Gin S. Malhi is a Psychiatrist working out of the Royal North Shore Hospital CADE Clinic on the North Shore in NSW, Australia.
In day to day practice, Gin helps people who are dealing with changes in mood, thinking, and behaviour. This can include bipolar disorder and cyclothymic disorder, along with major depression. At times, the issues also sit alongside anxiety and trauma related symptoms, such as post-traumatic stress disorder (PTSD).
Gin also looks after people who experience psychosis. That may mean conditions like schizophrenia or schizoaffective disorder, where a person’s thoughts, perception, or sense of reality can feel very different to usual. The focus is on working out what’s going on, making a plan, and reviewing how things are tracking over time.
Some appointments are about focus and day to day functioning too.

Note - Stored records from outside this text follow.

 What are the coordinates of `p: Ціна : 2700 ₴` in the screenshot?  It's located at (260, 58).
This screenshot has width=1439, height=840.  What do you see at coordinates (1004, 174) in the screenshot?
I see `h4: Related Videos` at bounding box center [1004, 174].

This can include attention deficit hyperactivity disorder (ADHD), especially when it affects school, work, or relationships. Other cases may involve eating related concerns such as anorexia, where support needs to be steady and practical.
There are also situations where physical symptoms and mental health connect in real life. For example, drug induced dyskinesia can be part of the story, along with movement patterns like stereotypic movement disorder. Memory loss may come up as well, as can tinnitus, which can be stressful and hard to live with when it won’t settle.

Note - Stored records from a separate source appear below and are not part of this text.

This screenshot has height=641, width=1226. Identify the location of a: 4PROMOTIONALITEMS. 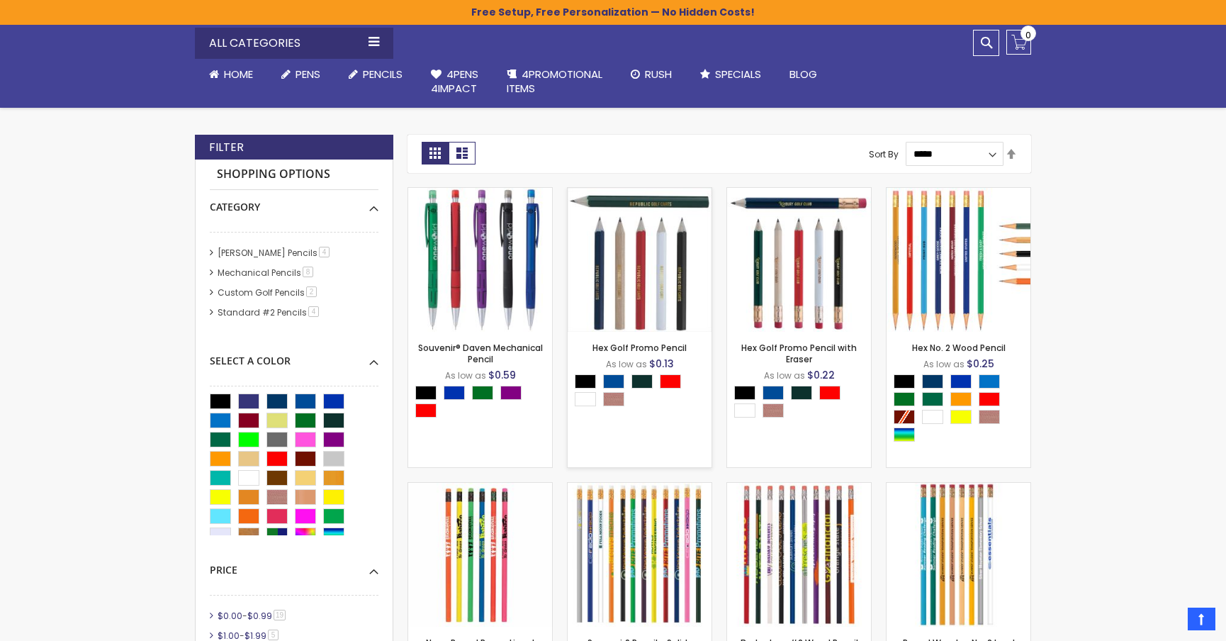
(554, 81).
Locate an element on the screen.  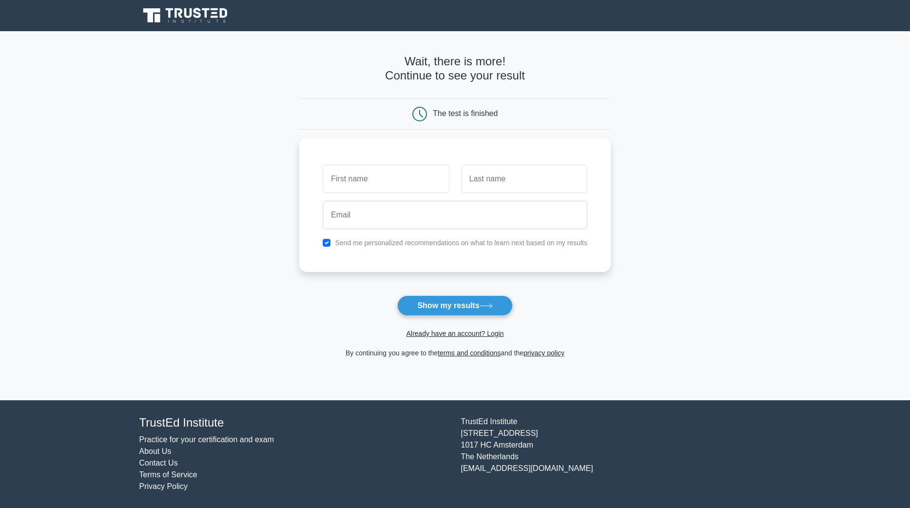
input: Email is located at coordinates (455, 215).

At the CADE Clinic, the approach tends to be calm and considered. Gin works with people and families to sort through symptoms, understand triggers and patterns, and figure out what helps. In many cases, that means supporting medication decisions as well as other ways of coping, so care feels more manageable instead of overwhelming.
Details like education history, research interests, and clinical trials aren’t listed here, but the main thing stays clear: psychiatric care that aims to be grounded, respectful, and focused on the person in front of you. Over time, the goal is to help people feel more in control, with support that fits their situation, not a one size fits all plan.